There was no such thing as a stranger for Jojo. Everyone was more like a friend he still needed to meet. At a stop-light he’d lean out the back window of the car and call to the person –any person- who happened to be standing at the corner, “Pii kin khaow rue yang krap?” which was the common greeting in Thai, asking, ‘Hey big brother, have you eaten yet?’ They’d smile, far too delighted to be greeted like that, and they’d look around to see if anyone else happened to witness what just happened.
He brought so much attention to us in public and his older brothers got tired of it. Once when we stopped at a country gas station to fill up, the girls at the pumps kept looking at all of us, putting their faces against the glass and cupping their hands over their eyes to see beyond the tinted glass. Josiah was in the front with his widow down. One of the girls boldly asked him, as she pointed to Joel in the back seat, “Wass eess hees name?” Turning slowly so that he was face-to-face with the girl, he answered, exaggerating each syllable, “Rum-ple-STILT-skin.”
We often traveled by train in those days. Jojo loved being among so many potential new friends. I’ll never forget the day he opened up a conversation with a British couple just across the isle from us. He walked up to them, pointing over at me while declaring proudly, “That’s my mom. She can do the biggest burps of our whole family!”
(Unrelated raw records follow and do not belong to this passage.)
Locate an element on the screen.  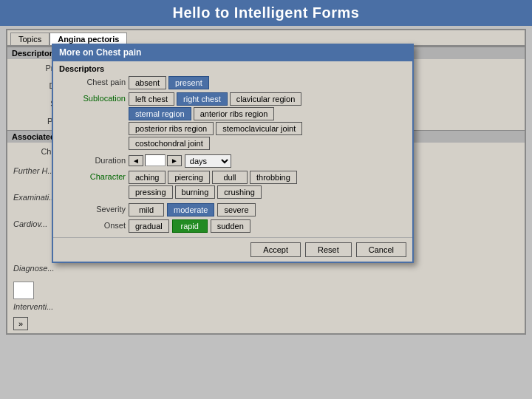
diagnoses-label: Diagnose... is located at coordinates (66, 268).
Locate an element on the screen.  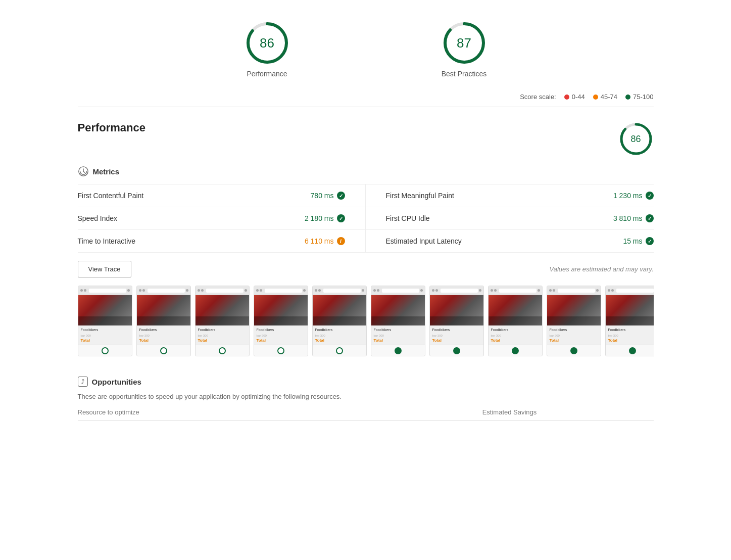
fmp-value: 1 230 ms is located at coordinates (633, 196).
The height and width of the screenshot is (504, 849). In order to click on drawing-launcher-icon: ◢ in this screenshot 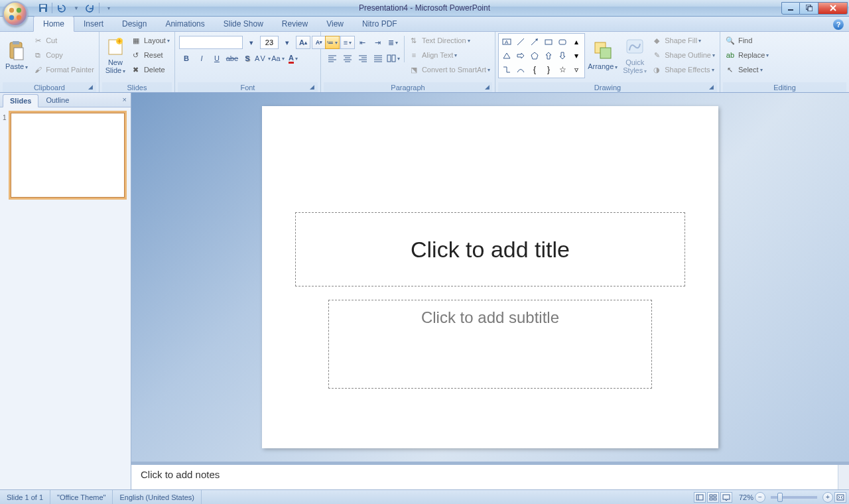, I will do `click(712, 88)`.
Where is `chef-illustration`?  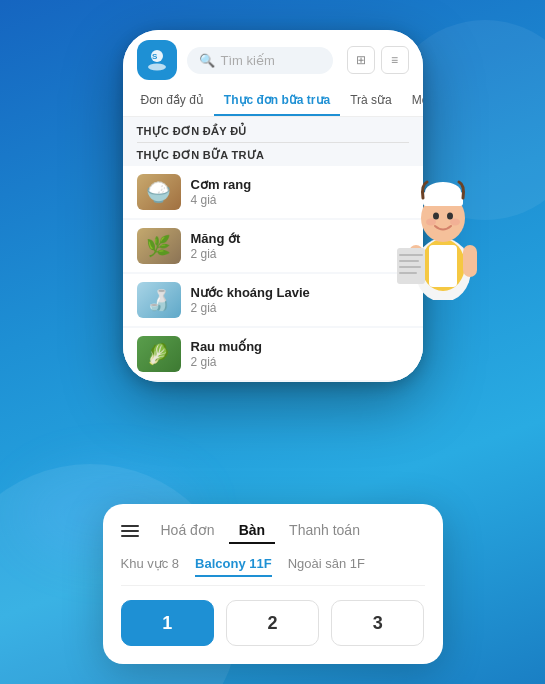 chef-illustration is located at coordinates (443, 215).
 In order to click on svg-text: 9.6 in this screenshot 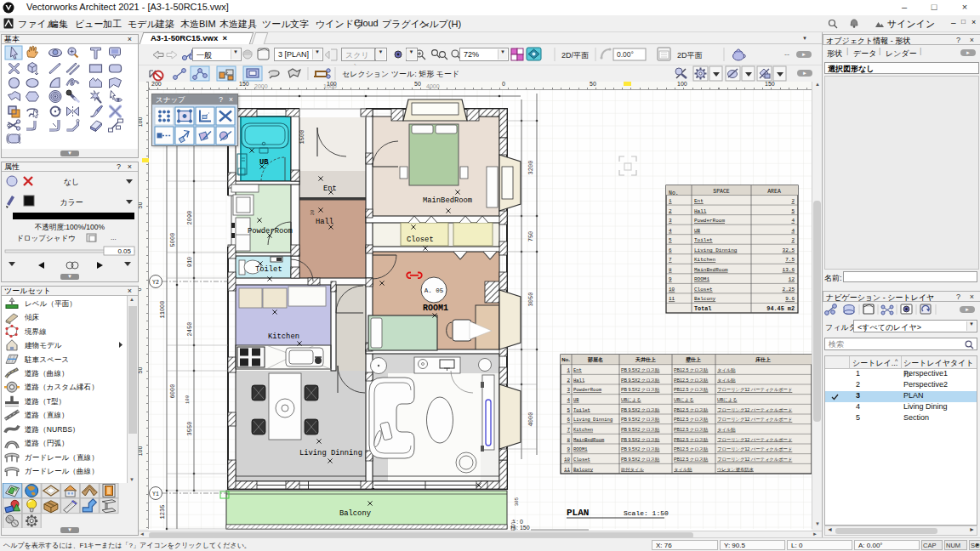, I will do `click(789, 299)`.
He was always proud of me.
As a teen he never had that I’m-so-embarrassed-of-my-parents issue. He would come into our room, hardly ever knocking, and he’d plop right down between us on the bed, filling us in on his life. He’d stay late and we would have to tell him we were tired and it was time to go to sleep and he could bring a mat and sleep in the room if he wanted to stay. We loved having him there.
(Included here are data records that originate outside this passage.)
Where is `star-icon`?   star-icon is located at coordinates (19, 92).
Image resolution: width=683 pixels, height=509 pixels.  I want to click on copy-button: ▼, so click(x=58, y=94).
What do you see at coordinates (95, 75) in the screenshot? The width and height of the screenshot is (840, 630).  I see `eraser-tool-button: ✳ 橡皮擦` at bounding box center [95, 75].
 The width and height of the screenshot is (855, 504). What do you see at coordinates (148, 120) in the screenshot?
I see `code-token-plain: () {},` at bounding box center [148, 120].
Having said that, I must tell you, there was a short period of time when he became reserved and withdrawn. He’d come home from school and rush up to his room, only coming out for meals. I noticed the change immediately. One day I took him aside and asked him if there was anything wrong. He’d had a few difficult teachers in the past and I worried there might be another one. He shook his head ‘no’ and blurted out, “I’m so sorry, Mom. I’ve been treating you badly. I’ve always heard about teens going through rebellion so I wanted to try it and see what it was like. I decided to stay in my room and act unhappy just to see what it felt like to rebel. But I can’t do it any more. I see it’s hurting you, so I won’t rebel anymore. I’m so sorry. Will you forgive me?”
Who wouldn’t like Joel?
Well, I can think of many. Public transit drivers have refused to stop for him on a cold winter’s night. Young punks on the subway frequently make rude remarks to him. A church member was upset that he went forward for communion. Teachers and schools allowed bullying, and they often participated in it and emboldened other students to continue to bully. And to be brutally honest with you, I can’t sit here and write and feel like I am somehow better than them. Until six years ago, I would have done the same and I probably did treat someone else’s son or daughter like that.
You are probably wondering ‘But Pat, why on earth would you have been like that? What happened?’
Until six years ago I didn’t know that my son, the little Jojo with a love note always in his fingertips waiting to be written, the feathery-haired, gentle-hearted Joel… was gay.
Who wouldn’t like Joel?
It’s quite clear now isn’t it? We can all think of people who wouldn’t like Joel.